China’s rise as a tech powerhouse has dovetailed with Silicon Valley’s growing, and often vividly expressed, distrust toward democracy itself. Always steeped in libertarian pique—not long ago, technologists expressed hope for floating ad-hoc nation-states or, as Larry Page put it, referencing Burning Man, “some safe places where we can try out some new things”— Silicon Valley now toys with Californian secessionism and Singapore-style authoritarian technocracy. That new horizon, that place of raucous experimentation with a frontier-like possibility at striking it rich, they believe, is in China.
Category: ideas
We Have Some Popular Misconceptions About How The Mind Works
Here’s the problem: the theory of mind we call carry around with us and use every day has no basis in what neuroscience—Nobel Prize winning neuroscience–tell us about how the brain works. Neuroscience has revealed that the theory is quite as much of a dead end as Ptolemaic astronomy. It’s been around for such a longtime only because it was the predictive device natural selection came up with, in spite of being fundamentally mistaken about how things were really arranged.
Toronto Is Building An Ambitious “Smart” Neighborhood From The Ground Up
It is not the first smart city—municipalities around the world have adopted smart infrastructure like artificial-intelligence-enabled traffic lights—but it might be the most ambitious. The project’s 200-page wish list of features is astounding. The “vision document” imagines not only the revitalization of a 12-acre plot that has sat largely vacant since its heyday as an industrial port, but its transformation into a micro-city outfitted with smart technologies that will use data to disrupt everything from traffic congestion to health care, housing, zoning regulations, and greenhouse-gas emissions. Long before flying cars, smart sensors won’t just be in our mattresses or our bidets, they’ll be embedded in the walls of our homes and the concrete beneath our feet.
How Well-Worn Idioms Shape Our Debates
Most of us don’t seek out a new form of language, and if we happen to come across arbitrary sentences or silly paragraphs, we’re less than thrilled about it. The old idioms work just fine. We know what they mean. Even if I store food in cartons in the fridge, I don’t “keep all my eggs in one basket.” Even if you never cook for yourself, you sometimes “put it on the back burner.” Does this mean that old idioms are inevitably clichéd?
Why Are There So Many Pointless Jobs?
In 1930, John Maynard Keynes predicted that, by the end of the century, technology would have become so far advanced that developed economies would have a 15-hour workweek. So how did we get to our current state, almost two decades into the 21st century? It turns out that Keynes was only half right—technology has advanced spectacularly, but we are far from a 15-hour workweek.
The Problem With Work
There are only two problems with the work ethic today: Work doesn’t reliably deliver the social, moral, and spiritual goods it promises, and artificial intelligence is about to render the work ethic moot.
The Human Brain As Time Traveler
In just a few minutes of mental wandering, you have made several distinct round trips from past to future: forward a week to the important meeting, forward a year or more to the house in the new neighborhood, backward five hours to today’s meeting, forward six months, backward five years, forward a few weeks. You’ve built chains of cause and effect connecting those different moments; you’ve moved seamlessly from actual events to imagined ones. And as you’ve navigated through time, your brain and body’s emotional system has generated distinct responses to each situation, real and imagined. The whole sequence is a master class in temporal gymnastics.
We’re Less Free, Less Creative When Someone Is Watching Us
We know that surveillance has a chilling effect on freedom. People change their behavior when they live their lives under surveillance. They are less likely to speak freely and act individually. They self-censor. They become conformist. This is obviously true for government surveillance, but is true for corporate surveillance as well. We simply aren’t as willing to be our individual selves when others are watching.
Learning Our Relationships With Robots
The word “robot,” like the words “shalom” and “free-range chicken,” does not have a universally agreed-upon definition, but the usual criteria include autonomy, an ability to change its surroundings, intelligence, and the possession of a body. Then it gets trickier: How intelligent? Must a robot be mobile? Is a dishwasher a robot? According to the podcast “Robot or Not?” a self-driving car is not (you designate its destination), but a Roomba is (because it’s more in control of its path than you are).
Pining For An Age Of Reason (And When Was That, Exactly?)
If we are to heal the divides of the contemporary historical moment, we should give away the fiction that reason alone has ever held the day. The present warrants criticism, but it will do no good if it’s based on a myth about some glorious, dispassionate past that never was.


### What the task requires
Whenever a line in the material below contains "Paracryphiaceae", copy that line.

### Provided information
==*==

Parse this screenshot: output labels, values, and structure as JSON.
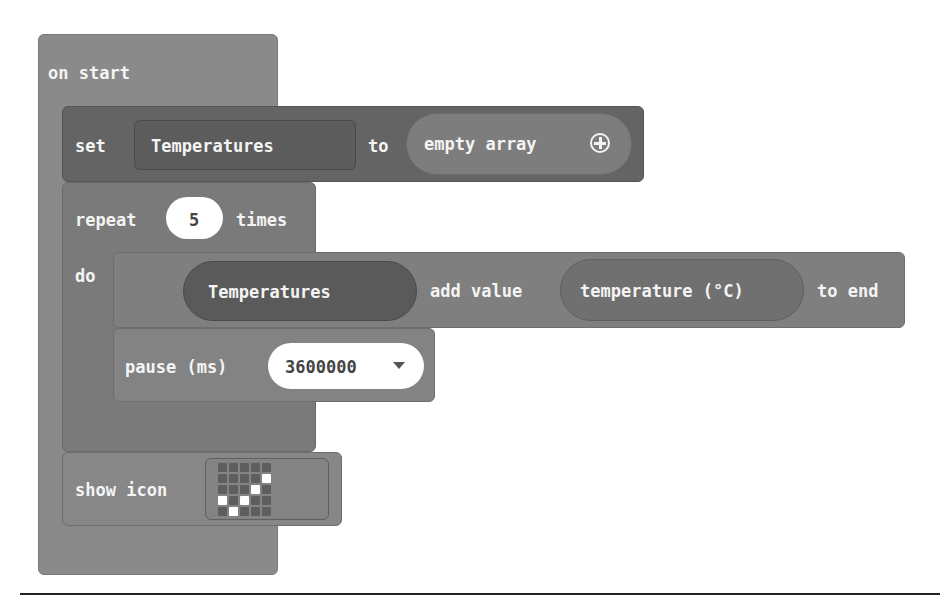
{
  "workspace": {
    "on_start": {
      "label": "on start"
    },
    "set_block": {
      "keyword": "set",
      "variable": "Temperatures",
      "to_label": "to",
      "value_label": "empty array",
      "value_icon": "plus-circle-icon"
    },
    "repeat_block": {
      "keyword": "repeat",
      "count": "5",
      "times_label": "times",
      "do_label": "do"
    },
    "add_value_block": {
      "array": "Temperatures",
      "add_label": "add value",
      "value": "temperature (°C)",
      "end_label": "to end"
    },
    "pause_block": {
      "label": "pause (ms)",
      "value": "3600000",
      "dropdown_icon": "dropdown-arrow-icon"
    },
    "show_icon_block": {
      "label": "show icon",
      "led_pattern": [
        [
          0,
          0,
          0,
          0,
          0
        ],
        [
          0,
          0,
          0,
          0,
          1
        ],
        [
          0,
          0,
          0,
          1,
          0
        ],
        [
          1,
          0,
          1,
          0,
          0
        ],
        [
          0,
          1,
          0,
          0,
          0
        ]
      ],
      "icon_name": "yes"
    }
  },
  "colors": {
    "hat_block": "#8a8a8a",
    "set_block": "#646464",
    "repeat_block": "#7a7a7a",
    "led_on": "#ffffff",
    "led_off": "#5e5e5e"
  }
}
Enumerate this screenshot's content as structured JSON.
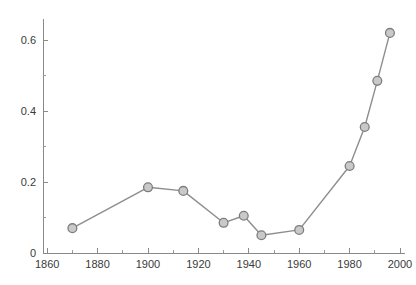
{
  "chart_data": {
    "type": "line",
    "title": "",
    "subtitle": "",
    "xlabel": "",
    "ylabel": "",
    "x": [
      1870,
      1900,
      1914,
      1930,
      1938,
      1945,
      1960,
      1980,
      1986,
      1991,
      1996
    ],
    "values": [
      0.07,
      0.185,
      0.175,
      0.085,
      0.105,
      0.05,
      0.065,
      0.245,
      0.355,
      0.485,
      0.62
    ],
    "series": [
      {
        "name": "",
        "values": [
          0.07,
          0.185,
          0.175,
          0.085,
          0.105,
          0.05,
          0.065,
          0.245,
          0.355,
          0.485,
          0.62
        ]
      }
    ],
    "xlim": [
      1858,
      2003
    ],
    "ylim": [
      0,
      0.66
    ],
    "x_ticks": [
      1860,
      1880,
      1900,
      1920,
      1940,
      1960,
      1980,
      2000
    ],
    "x_tick_labels": [
      "1860",
      "1880",
      "1900",
      "1920",
      "1940",
      "1960",
      "1980",
      "2000"
    ],
    "x_minor_ticks": [
      1870,
      1890,
      1910,
      1930,
      1950,
      1970,
      1990
    ],
    "y_ticks": [
      0,
      0.2,
      0.4,
      0.6
    ],
    "y_tick_labels": [
      "0",
      "0.2",
      "0.4",
      "0.6"
    ],
    "y_minor_ticks": [
      0.1,
      0.3,
      0.5
    ],
    "grid": false,
    "legend": null,
    "legend_position": "none",
    "marker": "circle",
    "colors": {
      "line": "#8d8d8d",
      "marker_fill": "#c9c9c9",
      "marker_edge": "#7d7d7d",
      "axis": "#8a8a8a",
      "tick_text": "#3a3a3a",
      "background": "#ffffff"
    }
  },
  "axes": {
    "x_tick_labels": [
      "1860",
      "1880",
      "1900",
      "1920",
      "1940",
      "1960",
      "1980",
      "2000"
    ],
    "y_tick_labels": [
      "0",
      "0.2",
      "0.4",
      "0.6"
    ]
  }
}
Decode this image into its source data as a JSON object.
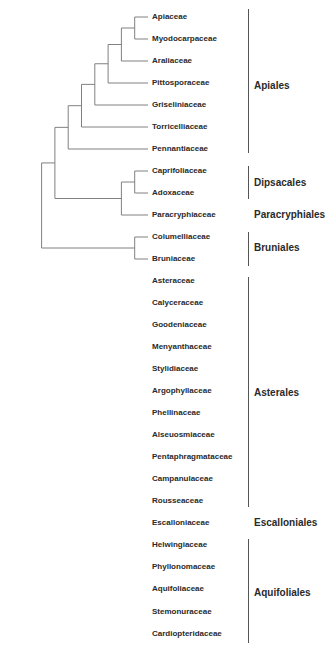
{
  "diagram": {
    "type": "phylogenetic-tree",
    "line_color": "#808080",
    "text_color": "#2a2a2a",
    "leaves": [
      {
        "name": "Apiaceae",
        "y": 17
      },
      {
        "name": "Myodocarpaceae",
        "y": 39
      },
      {
        "name": "Araliaceae",
        "y": 61
      },
      {
        "name": "Pittosporaceae",
        "y": 83
      },
      {
        "name": "Griseliniaceae",
        "y": 105
      },
      {
        "name": "Torricelliaceae",
        "y": 127
      },
      {
        "name": "Pennantiaceae",
        "y": 149
      },
      {
        "name": "Caprifoliaceae",
        "y": 171
      },
      {
        "name": "Adoxaceae",
        "y": 193
      },
      {
        "name": "Paracryphiaceae",
        "y": 215
      },
      {
        "name": "Columelliaceae",
        "y": 237
      },
      {
        "name": "Bruniaceae",
        "y": 259
      },
      {
        "name": "Asteraceae",
        "y": 281
      },
      {
        "name": "Calyceraceae",
        "y": 303
      },
      {
        "name": "Goodeniaceae",
        "y": 325
      },
      {
        "name": "Menyanthaceae",
        "y": 347
      },
      {
        "name": "Stylidiaceae",
        "y": 369
      },
      {
        "name": "Argophyllaceae",
        "y": 391
      },
      {
        "name": "Phellinaceae",
        "y": 413
      },
      {
        "name": "Alseuosmiaceae",
        "y": 435
      },
      {
        "name": "Pentaphragmataceae",
        "y": 457
      },
      {
        "name": "Campanulaceae",
        "y": 479
      },
      {
        "name": "Rousseaceae",
        "y": 501
      },
      {
        "name": "Escalloniaceae",
        "y": 523
      },
      {
        "name": "Helwingiaceae",
        "y": 545
      },
      {
        "name": "Phyllonomaceae",
        "y": 567
      },
      {
        "name": "Aquifoliaceae",
        "y": 589
      },
      {
        "name": "Stemonuraceae",
        "y": 612
      },
      {
        "name": "Cardiopteridaceae",
        "y": 634
      }
    ],
    "orders": [
      {
        "name": "Apiales",
        "label_y": 86,
        "bracket": [
          9,
          153
        ]
      },
      {
        "name": "Dipsacales",
        "label_y": 183,
        "bracket": [
          166,
          199
        ]
      },
      {
        "name": "Paracryphiales",
        "label_y": 215,
        "bracket": null
      },
      {
        "name": "Bruniales",
        "label_y": 248,
        "bracket": [
          232,
          266
        ]
      },
      {
        "name": "Asterales",
        "label_y": 393,
        "bracket": [
          277,
          507
        ]
      },
      {
        "name": "Escalloniales",
        "label_y": 523,
        "bracket": null
      },
      {
        "name": "Aquifoliales",
        "label_y": 593,
        "bracket": [
          539,
          643
        ]
      }
    ],
    "newick": "((((((((Apiaceae,Myodocarpaceae),Araliaceae),Pittosporaceae),Griseliniaceae),Torricelliaceae),Pennantiaceae),((Caprifoliaceae,Adoxaceae),Paracryphiaceae)),(Columelliaceae,Bruniaceae)),((((((Asteraceae,Calyceraceae),Goodeniaceae),Menyanthaceae),Stylidiaceae),((Argophyllaceae,Phellinaceae),Alseuosmiaceae)),Pentaphragmataceae),(Campanulaceae,Rousseaceae)),Escalloniaceae),(((Helwingiaceae,Phyllonomaceae),Aquifoliaceae),(Stemonuraceae,Cardiopteridaceae)));"
  }
}
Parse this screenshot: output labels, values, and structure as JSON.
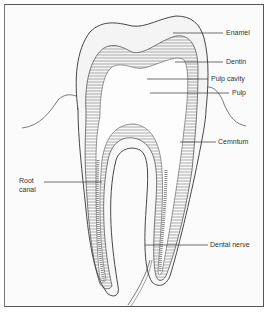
{
  "figure": {
    "labels": [
      {
        "id": "enamel",
        "text": "Enamel"
      },
      {
        "id": "dentin",
        "text": "Dentin"
      },
      {
        "id": "pulp_cavity",
        "text": "Pulp cavity"
      },
      {
        "id": "pulp",
        "text": "Pulp"
      },
      {
        "id": "cemntum",
        "text": "Cemntum"
      },
      {
        "id": "root_canal_line1",
        "text": "Root"
      },
      {
        "id": "root_canal_line2",
        "text": "canal"
      },
      {
        "id": "dental_nerve",
        "text": "Dental nerve"
      }
    ]
  },
  "colors": {
    "line": "#333333",
    "hatch": "#666666",
    "background": "#fbfbfb",
    "frame": "#555555"
  }
}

==*==

### Task result
        "name": "Paracryphiaceae",
    "newick": "((((((((Apiaceae,Myodocarpaceae),Araliaceae),Pittosporaceae),Griseliniaceae),Torricelliaceae),Pennantiaceae),((Caprifoliaceae,Adoxaceae),Paracryphiaceae)),(Columelliaceae,Bruniaceae)),((((((Asteraceae,Calyceraceae),Goodeniaceae),Menyanthaceae),Stylidiaceae),((Argophyllaceae,Phellinaceae),Alseuosmiaceae)),Pentaphragmataceae),(Campanulaceae,Rousseaceae)),Escalloniaceae),(((Helwingiaceae,Phyllonomaceae),Aquifoliaceae),(Stemonuraceae,Cardiopteridaceae)));"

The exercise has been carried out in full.